]>
A subdomain S of a domain D is a domain consisting of
Every domain is a subdomain of itself, trivially satisfying the membership test: true.
Currently, there are only two system-defined subdomains in Axiom that receive substantial use. PositiveInteger and NonNegativeInteger are subdomains of Integer. An element of NonNegativeInteger is an integer that is greater than or equal to zero, that is, satisfies . An element of PositiveInteger is a nonnegative integer that is, in fact, greater than zero, that is, satisfies . Not all operations from Integer are available for these subdomains. For example, negation and subtraction are not provided since the subdomains are not closed under those operations. When you use an integer in an expression, Axiom assigns to it the type that is the most specific subdomain whose predicate is satisfied.
This is a positive integer.
This is a nonnegative integer.
This is neither of the above.
Furthermore, unless you are assigning an integer to a declared variable or using a conversion, any integer result has as type the most specific subdomain.
When necessary, Axiom converts an integer object into one belonging to a less specific subdomain. For example, in , the arguments to "-" are both elements of PositiveInteger, but this type does not provide a subtraction operation. Neither does NonNegativeInteger, so and are viewed as elements of Integer, where their difference can be calculated. The result is , which Axiom then automatically assigns the type PositiveInteger.
Certain operations are very sensitive to the subdomains to which their arguments belong. This is an element of PositiveInteger.
This is an element of Fraction Integer.
It makes sense then that this is a list of elements of PositiveInteger.
What should the type of [10**(i-1) for i in 2..5] be? On one hand, is always an integer greater than zero as ranges from to and so is also always a positive integer.
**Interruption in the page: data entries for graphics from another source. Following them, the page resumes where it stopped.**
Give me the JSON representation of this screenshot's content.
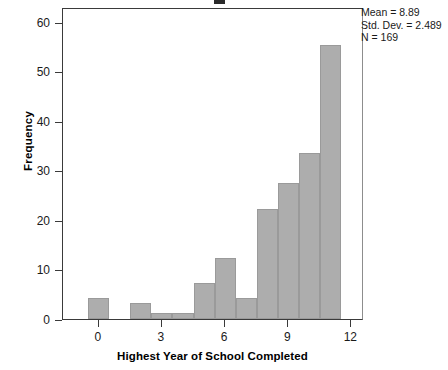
{
  "chart_data": {
    "type": "bar",
    "title_visible": false,
    "xlabel": "Highest Year of School Completed",
    "ylabel": "Frequency",
    "xlim": [
      -1.7,
      12.6
    ],
    "ylim": [
      0,
      63
    ],
    "grid": false,
    "legend": null,
    "bin_width": 1,
    "x_ticks": [
      0,
      3,
      6,
      9,
      12
    ],
    "x_tick_labels": [
      "0",
      "3",
      "6",
      "9",
      "12"
    ],
    "y_ticks": [
      0,
      10,
      20,
      30,
      40,
      50,
      60
    ],
    "y_tick_labels": [
      "0",
      "10",
      "20",
      "30",
      "40",
      "50",
      "60"
    ],
    "bar_color": "#adadad",
    "bar_edge_color": "#9a9a9a",
    "categories": [
      "0",
      "2",
      "3",
      "4",
      "5",
      "6",
      "7",
      "8",
      "9",
      "10",
      "11"
    ],
    "bin_left_edges": [
      -0.5,
      1.5,
      2.5,
      3.5,
      4.5,
      5.5,
      6.5,
      7.5,
      8.5,
      9.5,
      10.5
    ],
    "values": [
      4.2,
      3.2,
      1.2,
      1.2,
      7.2,
      12.3,
      4.3,
      22.3,
      27.4,
      33.5,
      55.4
    ],
    "bars": [
      {
        "bin_center": 0,
        "left": -0.5,
        "right": 0.5,
        "frequency": 4.2
      },
      {
        "bin_center": 2,
        "left": 1.5,
        "right": 2.5,
        "frequency": 3.2
      },
      {
        "bin_center": 3,
        "left": 2.5,
        "right": 3.5,
        "frequency": 1.2
      },
      {
        "bin_center": 4,
        "left": 3.5,
        "right": 4.5,
        "frequency": 1.2
      },
      {
        "bin_center": 5,
        "left": 4.5,
        "right": 5.5,
        "frequency": 7.2
      },
      {
        "bin_center": 6,
        "left": 5.5,
        "right": 6.5,
        "frequency": 12.3
      },
      {
        "bin_center": 7,
        "left": 6.5,
        "right": 7.5,
        "frequency": 4.3
      },
      {
        "bin_center": 8,
        "left": 7.5,
        "right": 8.5,
        "frequency": 22.3
      },
      {
        "bin_center": 9,
        "left": 8.5,
        "right": 9.5,
        "frequency": 27.4
      },
      {
        "bin_center": 10,
        "left": 9.5,
        "right": 10.5,
        "frequency": 33.5
      },
      {
        "bin_center": 11,
        "left": 10.5,
        "right": 11.5,
        "frequency": 55.4
      }
    ],
    "annotations": {
      "mean": "Mean = 8.89",
      "std_dev": "Std. Dev. = 2.489",
      "n": "N = 169"
    }
  },
  "stats": {
    "mean": "Mean = 8.89",
    "std_dev": "Std. Dev. = 2.489",
    "n": "N = 169"
  },
  "axes": {
    "x_title": "Highest Year of School Completed",
    "y_title": "Frequency"
  }
}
On the other, is a very simple function of . Axiom does not try to analyze every such function over the index's range of values to determine whether it is always positive or nowhere negative. For an arbitrary Axiom function, this analysis is not possible.
So, to be consistent no such analysis is done and we get this.
To get a list of elements of PositiveInteger instead, you have two choices. You can use a conversion.
Or you can use pretend. pretend
The operation pretend is used to defeat the Axiom type system. The expression object pretend D means ``make a new object (without copying) of type D from object.'' If object were an integer and you told Axiom to pretend it was a list, you would probably see a message about a fatal error being caught and memory possibly being damaged. Lists do not have the same internal representation as integers!
You use pretend at your peril. peril
Use with great care! Axiom trusts you that the value is of the specified type.